What is the origin of Y2K?

I'm not sure if it's apocryphal, but there is this article on Slate regarding the etymology of Y2K:

Y2K was born on Monday, June 12, 1995, at 11:31 p.m. It was delivered in the middle of an otherwise unintelligible e-mail, a contribution to an Internet discussion group of computer geeks exploring the millennium bug long before most people were surfing the World Wide Web.

The efficiency of the term is undeniable--"Y" for "year," the number "2," and "K" for "thousand" (from the Greek "kilo")--and it eventually caught on. But its creator remained unidentified until just over a year ago, when someone performed the equivalent of a computer paternity test by searching the discussion group's archives for the term's first use.

The father of the phrase is a 52-year-old Massachusetts programmer named David Eddy, who's now the president of a Y2K consulting business (click here to visit his Web page). "People were calling it Year 2000, CDC [Century Date Change], Faddle [Faulty Date Logic]," Eddy says. "There were other contenders. [Y2K] just came off my fingertips."


Y2K stands for "the year 2000." This was the year all the ancient computer systems were supposed to crash because they couldn't handle 4-digit years. This was called the Y2K bug, and because of it banks were supposed to fail, airliners to fall out of the sky, and the digital world to come to a messy and somewhat ignominious end. But for a couple of digits the world could have been saved!

In fact the world went blithely on about its business. Reports of its impending demise were, in the words of Mark Twain, "an exaggeration."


_Work request_
From the line containing "Segment this screenshot: for" to the last line of the listing, transcribe exactly and add nothing else; keep both ends and omit pictures.
------------------------------
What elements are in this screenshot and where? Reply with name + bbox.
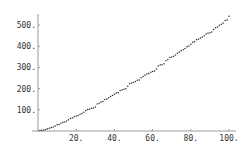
- data-point: [154, 70, 156, 72]
- data-point: [169, 57, 171, 59]
- data-point: [186, 46, 188, 48]
- data-point: [161, 64, 163, 66]
- x-tick-label: 40.: [107, 134, 121, 143]
- data-point: [104, 99, 106, 101]
- data-point: [47, 128, 49, 130]
- data-point: [75, 115, 77, 117]
- data-point: [70, 118, 72, 120]
- data-point: [223, 22, 225, 24]
- data-point: [64, 121, 66, 123]
- data-point: [133, 82, 135, 84]
- data-point: [125, 88, 127, 90]
- data-point: [72, 117, 74, 119]
- data-point: [177, 52, 179, 54]
- y-tick-label: 300.: [17, 63, 36, 72]
- data-point: [121, 89, 123, 91]
- data-point: [53, 126, 55, 128]
- data-point: [156, 68, 158, 70]
- data-point: [79, 114, 81, 116]
- x-tick-label: 100.: [219, 134, 238, 143]
- data-point: [119, 90, 121, 92]
- data-point: [173, 55, 175, 57]
- data-point: [66, 120, 68, 122]
- data-point: [213, 29, 215, 31]
- data-point: [142, 76, 144, 78]
- data-point: [85, 110, 87, 112]
- data-point: [129, 83, 131, 85]
- y-tick-label: 400.: [17, 42, 36, 51]
- data-point: [93, 107, 95, 109]
- data-point: [108, 97, 110, 99]
- data-point: [215, 27, 217, 29]
- data-point: [116, 92, 118, 94]
- y-tick-label: 500.: [17, 21, 36, 30]
- data-point: [137, 80, 139, 82]
- data-point: [96, 103, 98, 105]
- y-tick-label: 100.: [17, 106, 36, 115]
- data-point: [98, 102, 100, 104]
- data-point: [83, 111, 85, 113]
- data-point: [163, 63, 165, 65]
- data-point: [148, 73, 150, 75]
- data-point: [205, 33, 207, 35]
- data-point: [49, 127, 51, 129]
- data-point: [140, 77, 142, 79]
- data-point: [89, 108, 91, 110]
- data-point: [159, 64, 161, 66]
- data-point: [77, 115, 79, 117]
- data-point: [51, 127, 53, 128]
- data-point: [45, 129, 47, 131]
- data-point: [123, 88, 125, 90]
- data-point: [188, 45, 190, 47]
- data-point: [68, 119, 70, 121]
- data-point: [58, 124, 60, 126]
- data-point: [127, 86, 128, 88]
- y-tick-label: 200.: [17, 85, 36, 94]
- data-point: [194, 41, 196, 43]
- data-point: [117, 92, 119, 94]
- data-point: [209, 32, 211, 34]
- y-axis-ticks: 100.200.300.400.500.: [17, 21, 40, 115]
- data-point: [138, 79, 140, 81]
- data-point: [192, 41, 194, 43]
- x-tick-label: 80.: [184, 134, 198, 143]
- data-point: [171, 56, 173, 58]
- data-point: [217, 26, 219, 28]
- data-point: [202, 36, 204, 38]
- data-point: [224, 20, 226, 22]
- data-point: [165, 60, 167, 62]
- data-point: [207, 33, 209, 35]
- data-point: [226, 19, 228, 21]
- data-point: [95, 106, 97, 108]
- data-point: [179, 51, 181, 53]
- data-point: [203, 35, 205, 37]
- data-point: [43, 129, 45, 131]
- data-point: [62, 122, 64, 124]
- data-point: [114, 94, 116, 96]
- data-point: [184, 48, 186, 50]
- data-point: [106, 98, 108, 100]
- data-point: [150, 72, 152, 74]
- data-point: [158, 65, 160, 67]
- data-point: [196, 39, 198, 41]
- data-point: [219, 24, 221, 26]
- data-point: [182, 49, 184, 51]
- data-point: [81, 113, 83, 115]
- data-points: [39, 16, 230, 132]
- data-point: [144, 74, 146, 76]
- data-point: [102, 101, 104, 103]
- data-point: [100, 101, 102, 103]
- data-point: [74, 116, 76, 118]
- x-tick-label: 60.: [145, 134, 159, 143]
- data-point: [175, 54, 177, 56]
- axes: [32, 14, 236, 132]
- data-point: [200, 37, 202, 39]
- data-point: [221, 24, 223, 26]
- data-point: [152, 71, 154, 73]
- data-point: [198, 38, 200, 40]
- data-point: [60, 122, 62, 124]
- data-point: [135, 81, 137, 83]
- data-point: [131, 82, 133, 84]
- data-point: [87, 109, 89, 111]
- data-point: [112, 95, 114, 97]
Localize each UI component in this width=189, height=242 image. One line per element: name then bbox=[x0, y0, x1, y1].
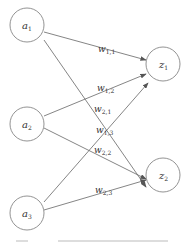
weight-w21: w2,1 bbox=[94, 104, 111, 115]
weight-w23: w2,3 bbox=[95, 185, 112, 196]
neural-network-diagram: a1 a2 a3 z1 z2 w1,1 w1,2 w2,1 w1,3 w2,2 … bbox=[0, 0, 189, 242]
weight-w12: w1,2 bbox=[97, 83, 114, 94]
edge-a1-z1 bbox=[44, 32, 146, 60]
weight-w13: w1,3 bbox=[96, 125, 113, 136]
weight-w11: w1,1 bbox=[98, 44, 115, 55]
nodes bbox=[10, 8, 180, 230]
weight-w22: w2,2 bbox=[94, 145, 111, 156]
edges bbox=[44, 32, 148, 210]
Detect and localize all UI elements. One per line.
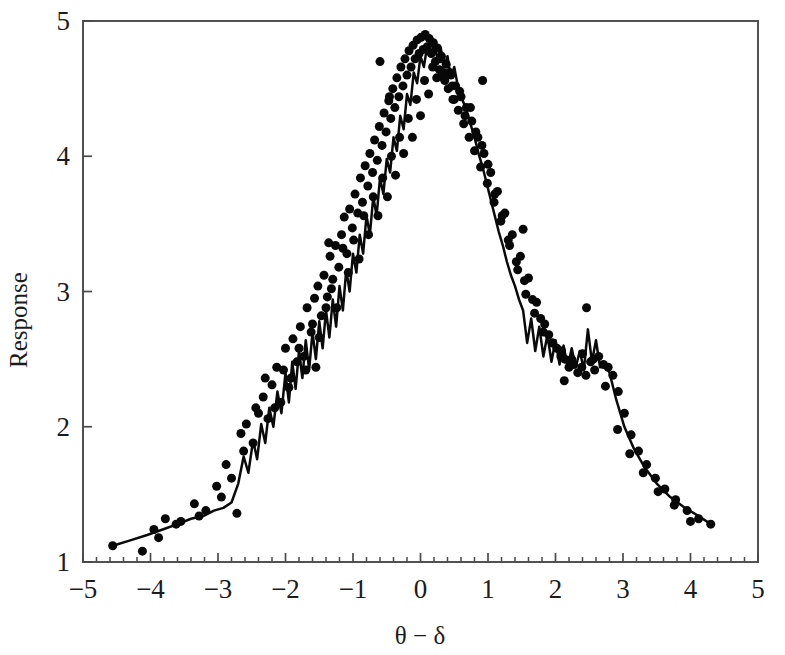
data-point bbox=[319, 271, 328, 280]
data-point bbox=[364, 230, 373, 239]
data-point bbox=[303, 303, 312, 312]
data-point bbox=[577, 363, 586, 372]
data-point bbox=[311, 363, 320, 372]
y-axis-title: Response bbox=[5, 272, 32, 368]
data-point bbox=[399, 149, 408, 158]
data-point bbox=[694, 514, 703, 523]
response-scatter-chart: −5−4−3−2−1012345 12345 θ − δ Response bbox=[0, 0, 785, 655]
data-point bbox=[368, 168, 377, 177]
data-point bbox=[324, 238, 333, 247]
y-tick-label: 1 bbox=[57, 547, 71, 577]
data-point bbox=[532, 298, 541, 307]
data-point bbox=[301, 365, 310, 374]
x-tick-label: −4 bbox=[136, 574, 165, 604]
data-point bbox=[358, 198, 367, 207]
data-point bbox=[390, 103, 399, 112]
data-point bbox=[490, 198, 499, 207]
data-point bbox=[567, 355, 576, 364]
data-point bbox=[440, 76, 449, 85]
data-point bbox=[498, 211, 507, 220]
data-point bbox=[382, 127, 391, 136]
data-point bbox=[212, 482, 221, 491]
data-point bbox=[548, 338, 557, 347]
data-point bbox=[627, 430, 636, 439]
data-point bbox=[373, 156, 382, 165]
data-point bbox=[279, 365, 288, 374]
data-point bbox=[299, 352, 308, 361]
data-point bbox=[477, 141, 486, 150]
data-point bbox=[670, 501, 679, 510]
data-point bbox=[486, 168, 495, 177]
data-point bbox=[327, 284, 336, 293]
data-point bbox=[161, 514, 170, 523]
x-tick-label: −1 bbox=[339, 574, 368, 604]
data-point bbox=[296, 322, 305, 331]
data-point bbox=[433, 44, 442, 53]
data-point bbox=[259, 393, 268, 402]
data-point bbox=[108, 541, 117, 550]
data-point bbox=[428, 62, 437, 71]
data-point bbox=[373, 211, 382, 220]
data-point bbox=[361, 161, 370, 170]
data-point bbox=[317, 311, 326, 320]
data-point bbox=[461, 111, 470, 120]
x-tick-label: 0 bbox=[414, 574, 428, 604]
data-point bbox=[400, 54, 409, 63]
data-point bbox=[190, 499, 199, 508]
data-point bbox=[582, 303, 591, 312]
data-point bbox=[483, 179, 492, 188]
data-point bbox=[195, 512, 204, 521]
x-tick-label: 3 bbox=[616, 574, 630, 604]
data-point bbox=[337, 230, 346, 239]
data-point bbox=[455, 87, 464, 96]
data-point bbox=[479, 149, 488, 158]
data-point bbox=[345, 205, 354, 214]
data-point bbox=[706, 520, 715, 529]
data-point bbox=[326, 252, 335, 261]
data-point bbox=[172, 520, 181, 529]
x-axis-major-ticks bbox=[83, 553, 758, 562]
data-point bbox=[232, 509, 241, 518]
data-point bbox=[416, 111, 425, 120]
data-point bbox=[404, 114, 413, 123]
data-point bbox=[359, 211, 368, 220]
data-point bbox=[315, 333, 324, 342]
data-point bbox=[138, 547, 147, 556]
data-point bbox=[284, 383, 293, 392]
data-point bbox=[686, 517, 695, 526]
data-point bbox=[369, 192, 378, 201]
data-point bbox=[370, 136, 379, 145]
x-tick-label: 4 bbox=[684, 574, 698, 604]
data-point bbox=[261, 374, 270, 383]
data-point bbox=[332, 303, 341, 312]
y-tick-label: 3 bbox=[57, 277, 71, 307]
data-point bbox=[578, 349, 587, 358]
data-point bbox=[217, 493, 226, 502]
figure-container: −5−4−3−2−1012345 12345 θ − δ Response bbox=[0, 0, 785, 655]
data-point bbox=[251, 403, 260, 412]
data-point bbox=[642, 460, 651, 469]
data-point bbox=[355, 255, 364, 264]
data-point bbox=[363, 182, 372, 191]
data-point bbox=[516, 252, 525, 261]
data-point bbox=[288, 334, 297, 343]
data-point bbox=[450, 95, 459, 104]
data-point bbox=[557, 347, 566, 356]
data-point bbox=[530, 309, 539, 318]
x-tick-label: −2 bbox=[271, 574, 300, 604]
data-point bbox=[396, 62, 405, 71]
data-point bbox=[436, 54, 445, 63]
data-point bbox=[263, 414, 272, 423]
x-tick-label: −3 bbox=[204, 574, 233, 604]
data-point bbox=[604, 363, 613, 372]
data-point bbox=[376, 57, 385, 66]
data-point bbox=[340, 213, 349, 222]
x-tick-label: 5 bbox=[751, 574, 765, 604]
data-point bbox=[639, 468, 648, 477]
data-point bbox=[521, 290, 530, 299]
data-point bbox=[295, 344, 304, 353]
data-point bbox=[378, 141, 387, 150]
data-point bbox=[398, 81, 407, 90]
data-point bbox=[420, 76, 429, 85]
data-point bbox=[268, 380, 277, 389]
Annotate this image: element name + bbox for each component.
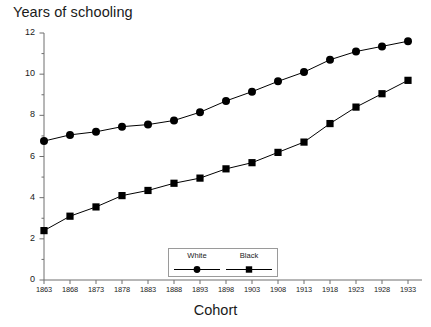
y-tick-label: 2 bbox=[19, 233, 35, 243]
data-point bbox=[352, 104, 359, 111]
y-tick-label: 12 bbox=[19, 27, 35, 37]
data-point bbox=[196, 175, 203, 182]
data-point bbox=[274, 77, 282, 85]
data-point bbox=[326, 120, 333, 127]
chart-figure: Years of schooling 024681012 18631868187… bbox=[0, 0, 431, 327]
data-point bbox=[326, 56, 334, 64]
data-point bbox=[300, 138, 307, 145]
data-point bbox=[170, 116, 178, 124]
data-point bbox=[378, 90, 385, 97]
data-point bbox=[378, 42, 386, 50]
series-white bbox=[40, 37, 412, 145]
legend-label-black: Black bbox=[223, 251, 275, 260]
data-point bbox=[222, 97, 230, 105]
y-tick-label: 4 bbox=[19, 192, 35, 202]
data-point bbox=[300, 68, 308, 76]
data-point bbox=[144, 187, 151, 194]
data-point bbox=[196, 108, 204, 116]
legend-swatch-white bbox=[174, 265, 220, 274]
data-point bbox=[222, 165, 229, 172]
data-point bbox=[352, 48, 360, 56]
data-point bbox=[274, 149, 281, 156]
data-point bbox=[66, 213, 73, 220]
data-point bbox=[40, 227, 47, 234]
legend-entry-black[interactable]: Black bbox=[223, 251, 275, 276]
data-point bbox=[248, 159, 255, 166]
data-point bbox=[40, 137, 48, 145]
axes bbox=[40, 33, 423, 284]
data-point bbox=[404, 77, 411, 84]
y-tick-label: 8 bbox=[19, 109, 35, 119]
x-tick-label: 1933 bbox=[393, 285, 423, 294]
legend-label-white: White bbox=[171, 251, 223, 260]
y-tick-label: 0 bbox=[19, 274, 35, 284]
legend-entry-white[interactable]: White bbox=[171, 251, 223, 276]
legend[interactable]: White Black bbox=[168, 248, 278, 277]
data-point bbox=[66, 131, 74, 139]
y-tick-label: 10 bbox=[19, 68, 35, 78]
legend-swatch-black bbox=[226, 265, 272, 274]
plot-area bbox=[0, 0, 431, 327]
data-point bbox=[404, 37, 412, 45]
data-point bbox=[118, 123, 126, 131]
data-point bbox=[118, 192, 125, 199]
data-point bbox=[170, 180, 177, 187]
x-axis-title: Cohort bbox=[0, 302, 431, 318]
data-point bbox=[92, 203, 99, 210]
data-point bbox=[92, 128, 100, 136]
data-series-group bbox=[40, 37, 412, 234]
series-line bbox=[44, 41, 408, 141]
data-point bbox=[144, 121, 152, 129]
data-point bbox=[248, 88, 256, 96]
y-tick-label: 6 bbox=[19, 151, 35, 161]
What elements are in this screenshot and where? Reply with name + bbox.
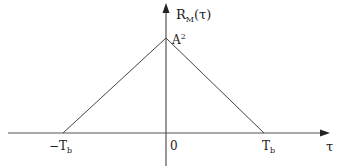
peak-label: A2 xyxy=(172,33,186,46)
x-axis-label: τ xyxy=(326,140,333,153)
y-axis-label: RM(τ) xyxy=(176,8,211,24)
tau-axis-arrow-icon xyxy=(320,130,330,137)
tick-label-origin: 0 xyxy=(170,140,178,152)
r-axis-arrow-icon xyxy=(163,3,170,13)
triangle-curve xyxy=(63,38,264,133)
tick-label-tb: Tb xyxy=(262,140,275,155)
tick-label-neg-tb: −Tb xyxy=(49,140,72,155)
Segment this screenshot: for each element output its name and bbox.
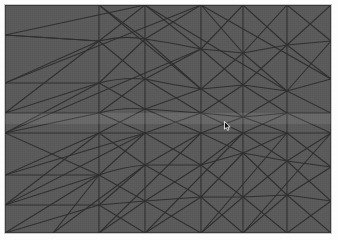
figure-alt-text: A dark gray rectangular panel filled wit… (0, 0, 1, 1)
mesh-frame[interactable] (4, 4, 332, 234)
mesh-viewer-app: A dark gray rectangular panel filled wit… (0, 0, 338, 240)
mesh-svg[interactable] (5, 5, 331, 233)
------------------------------
_Solution to this exercise_
Segment this screenshot: for each element output its name and bbox.
figure-alt-text: A dark gray rectangular panel filled wit… (0, 0, 1, 1)
mesh-frame[interactable] (4, 4, 332, 234)
mesh-viewer-app: A dark gray rectangular panel filled wit… (0, 0, 338, 240)
mesh-svg[interactable] (5, 5, 331, 233)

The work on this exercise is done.